Goal of the exercise =>
Transcribe exactly the line containing "This screenshot has height=532, width=798." and the remaining lines of the listing below, through the very last.
___ Input data ___
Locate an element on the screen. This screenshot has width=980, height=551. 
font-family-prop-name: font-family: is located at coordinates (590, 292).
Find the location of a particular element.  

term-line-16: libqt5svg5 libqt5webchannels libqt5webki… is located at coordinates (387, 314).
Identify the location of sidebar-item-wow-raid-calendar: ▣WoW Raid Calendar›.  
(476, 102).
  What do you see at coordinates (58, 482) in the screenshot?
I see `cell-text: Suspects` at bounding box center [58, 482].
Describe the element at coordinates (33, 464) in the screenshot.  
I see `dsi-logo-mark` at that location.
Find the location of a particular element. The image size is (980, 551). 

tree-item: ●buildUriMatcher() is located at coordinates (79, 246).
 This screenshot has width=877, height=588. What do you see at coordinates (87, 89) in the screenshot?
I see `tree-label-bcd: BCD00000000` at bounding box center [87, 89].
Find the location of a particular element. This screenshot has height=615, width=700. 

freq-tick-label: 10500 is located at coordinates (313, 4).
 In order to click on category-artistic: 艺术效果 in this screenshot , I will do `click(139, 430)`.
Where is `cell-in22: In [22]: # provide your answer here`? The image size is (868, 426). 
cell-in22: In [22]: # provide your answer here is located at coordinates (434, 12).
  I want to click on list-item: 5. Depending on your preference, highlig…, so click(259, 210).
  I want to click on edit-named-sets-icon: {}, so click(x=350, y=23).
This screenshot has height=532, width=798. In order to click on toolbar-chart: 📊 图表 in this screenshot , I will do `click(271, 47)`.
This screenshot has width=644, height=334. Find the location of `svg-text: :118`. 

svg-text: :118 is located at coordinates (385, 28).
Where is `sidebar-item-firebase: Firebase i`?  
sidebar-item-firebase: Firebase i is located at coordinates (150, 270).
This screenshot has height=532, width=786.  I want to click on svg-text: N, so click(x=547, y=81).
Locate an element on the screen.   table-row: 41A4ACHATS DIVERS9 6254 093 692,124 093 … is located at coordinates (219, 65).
___
Exercise solution =>
This screenshot has height=532, width=798. In order to click on toolbar-chart: 📊 图表 in this screenshot , I will do `click(271, 47)`.
This screenshot has width=644, height=334. Find the location of `svg-text: :118`. 

svg-text: :118 is located at coordinates (385, 28).
Where is `sidebar-item-firebase: Firebase i`?  
sidebar-item-firebase: Firebase i is located at coordinates (150, 270).
This screenshot has height=532, width=786.  I want to click on svg-text: N, so click(x=547, y=81).
Locate an element on the screen.   table-row: 41A4ACHATS DIVERS9 6254 093 692,124 093 … is located at coordinates (219, 65).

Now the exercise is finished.